The explanation for rising interest rates, we are told, by the various financial pundits, on all of the speculation news channels, is that inflation is rising. Indeed, one of the sparks for the near 10% sell-off in US stock markets just over a week ago, was a strong US payroll number that showed US wages rising at around 2.9%, and led to a spike in bond yields. But, a look at this explanation shows a fundamental contradiction within the orthodox theory. For several years these same orthodox economists, and financial pundits have told us that interest rates are dictated by central banks. That in itself is a hell of claim from people who usually tell us that prices cannot be determined by central planners! Yet, they console themselves with the idea that if economic conditions deteriorate, the central banks will ride to the rescue by reducing interest rates. The central banks dictate interest rates, we are told, by setting the official interest rates, the Bank Rate, or Fed Funds rate, or whatever is the relevant rate in each country, which determines the rate commercial banks can borrow from the central bank. The central bank can reinforce this official rate by other means, previously called Open Market Operations, and today called Quantitative Easing, or Tightening, by which the central bank can print money – nowadays actually just electronic deposits – which it uses to buy bonds from the commercial banks, so as to put additional liquidity into circulation, or else it sells bonds on its balance sheet to commercial banks, or requires them to hold additional reserves, which limits how much liquidity is put into circulation. 
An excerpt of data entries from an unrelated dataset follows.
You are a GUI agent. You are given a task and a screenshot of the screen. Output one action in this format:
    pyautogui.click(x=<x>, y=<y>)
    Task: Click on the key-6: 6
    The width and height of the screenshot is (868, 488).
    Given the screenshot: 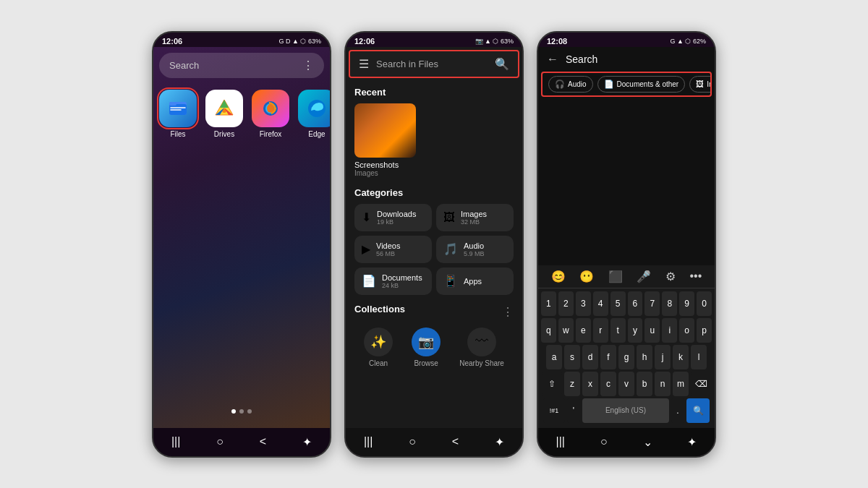 What is the action you would take?
    pyautogui.click(x=635, y=304)
    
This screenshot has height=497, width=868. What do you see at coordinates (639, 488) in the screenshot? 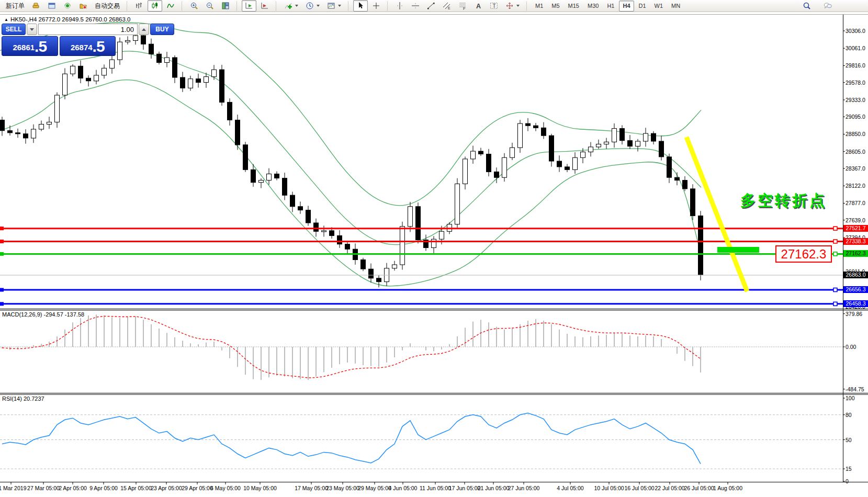
I see `time-axis-label: 16 Jul 05:00` at bounding box center [639, 488].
Orthodox theory believes that the rate of interest is a price of money. As Marx demonstrated, that in itself is an absurdity. The price of £10 is £10, it makes no sense to say that the price of £10 is £11! As Marx demonstrates, the rate of interest is not a price of money, but of money-capital, in other words of the use value of that money-capital, its ability to produce the average profit. If £10 of capital can produce £3 of profit, with an average rate of profit of 30%, then productive capitalists may be prepared to borrow £10 of money-capital, and pay £1 of interest to the lender, in order to still be left with £2 of profit, after they have paid the interest. Similarly, the owner of £10 of money-capital may be prepared to lend it to a productive-capitalist, and accept only £1 of interest, guaranteed, rather than take the risk that they might not actually make the £3 of profit, if they were to use it productively themselves. The rate of interest, is then determined by a struggle of supply and demand, between the owners of money-capital who demand a price for lending it, and the productive-capitalists who seek to borrow it in order to produce profits, and who, therefore, seek to minimise the cost of doing so, in order to maximise their profits. 
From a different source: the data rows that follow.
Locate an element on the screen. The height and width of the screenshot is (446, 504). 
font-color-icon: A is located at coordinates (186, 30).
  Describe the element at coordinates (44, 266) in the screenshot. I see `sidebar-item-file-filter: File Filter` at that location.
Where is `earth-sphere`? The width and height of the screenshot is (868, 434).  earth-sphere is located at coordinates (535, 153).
Orthodox theory, therefore, believes that interest rates can be reduced by increasing the supply of money, liquidity, but Marx shows that this cannot be true, because an increase in the supply of money, is not the same thing as an increase in the supply of money-capital. Moreover, what the central bank does, when it prints more money – be it more notes and coins, more electronic deposits, or credit – is actually not to produce more money, but only to produce more money tokens. Money is actually a claim to a certain amount of value/social labour-time, it is the universal equivalent form of that value, and the amount of money in circulation is a function of the value of commodities to be circulated, and the velocity of circulation of the money. If money takes the form of 1 gram gold coins, each of which has a value equal to 10 hours of labour, and each coin circulates 10 times in a year, then if the total value of commodities to be circulated is 1,000 hours of labour, 10 such coins must be in circulation. 
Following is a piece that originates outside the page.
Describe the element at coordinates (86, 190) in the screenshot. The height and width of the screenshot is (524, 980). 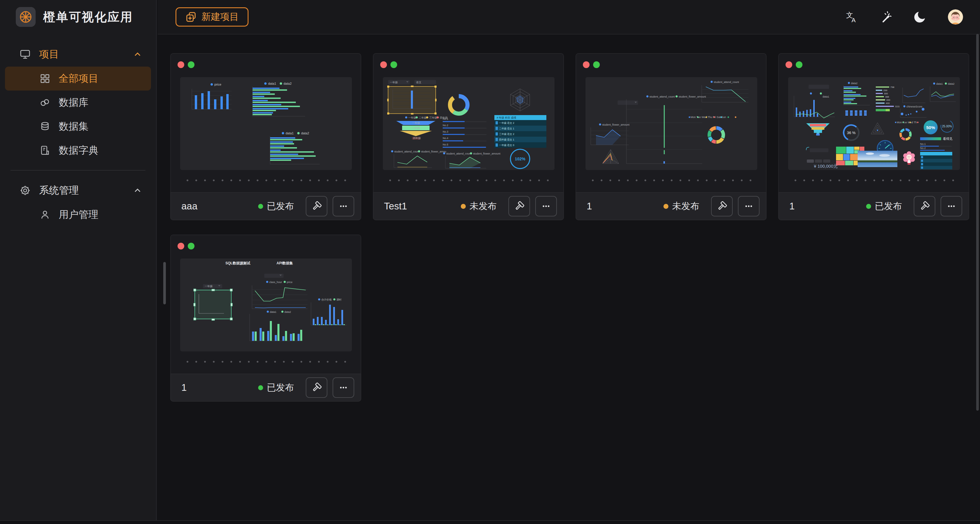
I see `sidebar-section-label: 系统管理` at that location.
If 20 such coins are thrown into circulation, then either the velocity of circulation of these coins must halve, or else half of the coins will fall out of circulation. Otherwise, these 20 coins will represent a claim to 2,000 hours of labour, where only 1,000 hours of value is available in the form of commodities. The result would be that the money price of those commodities would double. A commodity that previously sold for 1 gold coin would now rise in price to 2 gold coins. And, one of those commodities would be gold itself. It would mean that the price of a gram of gold would be equal to 2 1 gram gold coins! So, it would make sense for holders of coins to melt them down into bullion. That happened a few years ago, when the price of copper rose to such an extent that the value of the copper contained in some 2p coins was greater than 2p.